A Harvard professor and former aide to President George H.W. Bush says Bill Clinton fabricated a threatening conversation between the two of them in the former president’s newly released memoir.

Roger B. Porter, who teaches at the Kennedy School of Government, was a senior economic and domestic policy adviser in 1992 when Clinton says the conversation took place, the Harvard Crimson newspaper reports.

Clinton says in “My Life” that Porter told him during the election campaign that, unlike other potentional Democratic candidates, he was vulnerable to personal attack, and Republicans would attempt to “take you out.”

“Here’s how Washington works,” Clinton quotes Porter as saying. “The press has to have somebody and we’re going to give them you. … We’ll spend whatever we have to spend to get whoever we have to get to say whatever they have to say to take you out. And we’ll do it early.”

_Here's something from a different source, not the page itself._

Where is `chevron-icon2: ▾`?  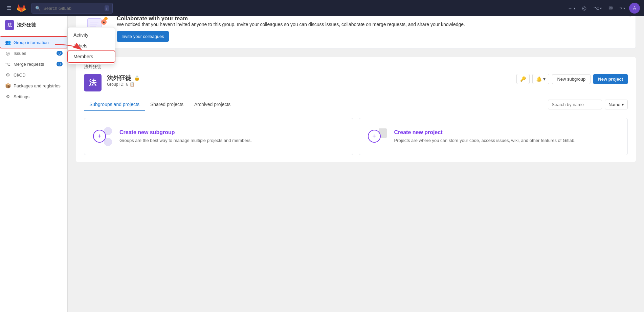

But, according to the Crimson, Porter recalls having only one conversation with Clinton, in 1989 during President Bush’s Education Summit with the Governors.

“We never had any conversation as he has described in his book,” Porter told the campus newspaper. “You don’t remember every conversation in life, but I would certainly remember a conversation like that.”

Porter says the dialogue Clinton uses confirms the account was made up. According to Clinton, Porter broke off the conversation with “Cut the crap, governor,” before the alleged threats.

“That’s not the way I talk,” Porter said, “and anybody who’s been around me knows that’s not the way I talk.”

Porter also insists no one in George H.W. Bush’s administration would make such a call.

“That was not President Bush’s style or that of those who worked for him,” he said.

Porter noted Washington Post reporter Bob Woodward had learned of Clinton’s account but did not think it credible enough to include in his 1994 book “The Agenda.”

“[It] sounds like someone from the Sopranos,” Woodward told the White House Bulletin. “It’s an apocryphal story.”

Porter says the account, which he regards as a smear, will not affect how he treats Clinton in his popular government course, “The American Presidency.”

He acknoweldges, though, “I am disappointed in him.”

“Why he feels the need to just make stuff up escapes me,” Porter told the Crimson.